A little waterfed pole secret for you pressure washers

Why won’t DI alone work with readings of a 100?

It will, but the higher the PPM the faster the resin will degrade, up to a point where it will not be worth it and an RO/DI system is necessary then. Hence @Allenwagner saying for the rainwater that has PPM of 7 greatly cuts in DI resin costs, as it degrades way slower.

Thank you for the good answer. I just had to deal with the failure of my ro filters. I bought a used homemade system to start with wfp and this past week the water from the ro jumped to 140 ppm . I needed to make a couple hundred gallons of pure water for a large job and my di would only bring it down to 8-11ppm. This forced me to try the rainwater which I have been considering for the last year but didn’t try since I didn’t need to. Now, I probably won’t replace the to. Doing commercial jobs I find it’s quicker and easier to haul the water in than hooking up hoses. It’s less of a trip hazard and I can be washing windows a minute after backing in. Same thing with rapping up when I am done. I am kind of jealous of the guys who have 45ppm coming out of the spigot.

1 Like

While you’re at it, train the monkey to lightly agitate the glass with a brush after you soap the house and before you rinse. Then you can go back around with a WFP and simply rinse with DI water for a spot-free finish. No brush work needed.

1 Like

I mean to be fair… we didn’t ask for the advice lol he just posted it.

1 Like

I used to work for a window cleaning company in Toledo. We once cleaned a set of 70’ glass stairwells, without a pump. They didn’t even own a pump for the wfp at all, and never needed it.

We run two wfp through a single di filter on the same job. No pump and plenty of pressure even to 40 ft. If you are running di only and not through the ro you should be fine with most tap pressure.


:: Task details ::
Repeat the records in full, exactly.

:: Entries from a dataset of interfaces ::

***

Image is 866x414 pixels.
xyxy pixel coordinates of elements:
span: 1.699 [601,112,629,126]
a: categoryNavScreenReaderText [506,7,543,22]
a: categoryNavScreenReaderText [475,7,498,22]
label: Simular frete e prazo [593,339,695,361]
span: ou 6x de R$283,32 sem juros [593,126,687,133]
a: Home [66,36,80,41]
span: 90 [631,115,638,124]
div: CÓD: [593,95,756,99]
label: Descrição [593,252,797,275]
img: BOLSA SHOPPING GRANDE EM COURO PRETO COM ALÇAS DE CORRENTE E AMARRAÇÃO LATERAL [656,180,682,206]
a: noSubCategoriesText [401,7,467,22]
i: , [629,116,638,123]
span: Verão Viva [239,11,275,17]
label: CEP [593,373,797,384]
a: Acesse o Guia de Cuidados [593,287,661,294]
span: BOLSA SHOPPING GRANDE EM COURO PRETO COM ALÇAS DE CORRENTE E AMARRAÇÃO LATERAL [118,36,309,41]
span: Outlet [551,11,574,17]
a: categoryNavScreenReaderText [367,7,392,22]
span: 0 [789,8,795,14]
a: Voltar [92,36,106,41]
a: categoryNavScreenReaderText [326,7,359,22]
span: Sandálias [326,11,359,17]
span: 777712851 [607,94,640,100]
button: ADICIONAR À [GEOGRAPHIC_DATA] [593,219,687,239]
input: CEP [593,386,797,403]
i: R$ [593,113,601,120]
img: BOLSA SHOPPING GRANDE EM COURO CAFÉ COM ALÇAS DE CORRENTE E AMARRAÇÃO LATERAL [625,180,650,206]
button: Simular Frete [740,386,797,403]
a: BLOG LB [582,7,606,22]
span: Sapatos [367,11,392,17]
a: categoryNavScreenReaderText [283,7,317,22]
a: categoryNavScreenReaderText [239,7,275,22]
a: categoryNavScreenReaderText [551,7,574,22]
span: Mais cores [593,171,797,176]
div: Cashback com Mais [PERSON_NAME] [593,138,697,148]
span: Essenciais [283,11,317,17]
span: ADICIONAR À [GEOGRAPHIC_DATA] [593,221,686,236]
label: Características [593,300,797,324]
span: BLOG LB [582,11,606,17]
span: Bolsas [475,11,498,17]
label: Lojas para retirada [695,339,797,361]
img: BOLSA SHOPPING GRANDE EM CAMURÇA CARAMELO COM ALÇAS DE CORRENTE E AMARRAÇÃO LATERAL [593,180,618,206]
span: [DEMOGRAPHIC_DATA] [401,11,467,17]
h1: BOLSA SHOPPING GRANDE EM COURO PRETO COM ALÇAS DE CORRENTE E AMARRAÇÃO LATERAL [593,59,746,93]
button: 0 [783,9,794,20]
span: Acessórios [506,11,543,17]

***

:: Result of the task ::
Image is 866x414 pixels.
xyxy pixel coordinates of elements:
span: 1.699 [601,112,629,126]
a: categoryNavScreenReaderText [506,7,543,22]
a: categoryNavScreenReaderText [475,7,498,22]
label: Simular frete e prazo [593,339,695,361]
span: ou 6x de R$283,32 sem juros [593,126,687,133]
a: Home [66,36,80,41]
span: 90 [631,115,638,124]
div: CÓD: [593,95,756,99]
label: Descrição [593,252,797,275]
img: BOLSA SHOPPING GRANDE EM COURO PRETO COM ALÇAS DE CORRENTE E AMARRAÇÃO LATERAL [656,180,682,206]
a: noSubCategoriesText [401,7,467,22]
i: , [629,116,638,123]
span: Verão Viva [239,11,275,17]
label: CEP [593,373,797,384]
a: Acesse o Guia de Cuidados [593,287,661,294]
span: BOLSA SHOPPING GRANDE EM COURO PRETO COM ALÇAS DE CORRENTE E AMARRAÇÃO LATERAL [118,36,309,41]
span: Outlet [551,11,574,17]
a: categoryNavScreenReaderText [367,7,392,22]
span: 0 [789,8,795,14]
a: Voltar [92,36,106,41]
a: categoryNavScreenReaderText [326,7,359,22]
span: Sandálias [326,11,359,17]
span: 777712851 [607,94,640,100]
button: ADICIONAR À [GEOGRAPHIC_DATA] [593,219,687,239]
input: CEP [593,386,797,403]
i: R$ [593,113,601,120]
img: BOLSA SHOPPING GRANDE EM COURO CAFÉ COM ALÇAS DE CORRENTE E AMARRAÇÃO LATERAL [625,180,650,206]
button: Simular Frete [740,386,797,403]
a: BLOG LB [582,7,606,22]
span: Sapatos [367,11,392,17]
a: categoryNavScreenReaderText [283,7,317,22]
a: categoryNavScreenReaderText [239,7,275,22]
a: categoryNavScreenReaderText [551,7,574,22]
span: Mais cores [593,171,797,176]
div: Cashback com Mais [PERSON_NAME] [593,138,697,148]
span: Essenciais [283,11,317,17]
span: ADICIONAR À [GEOGRAPHIC_DATA] [593,221,686,236]
label: Características [593,300,797,324]
span: BLOG LB [582,11,606,17]
span: Bolsas [475,11,498,17]
label: Lojas para retirada [695,339,797,361]
img: BOLSA SHOPPING GRANDE EM CAMURÇA CARAMELO COM ALÇAS DE CORRENTE E AMARRAÇÃO LATERAL [593,180,618,206]
span: [DEMOGRAPHIC_DATA] [401,11,467,17]
h1: BOLSA SHOPPING GRANDE EM COURO PRETO COM ALÇAS DE CORRENTE E AMARRAÇÃO LATERAL [593,59,746,93]
button: 0 [783,9,794,20]
span: Acessórios [506,11,543,17]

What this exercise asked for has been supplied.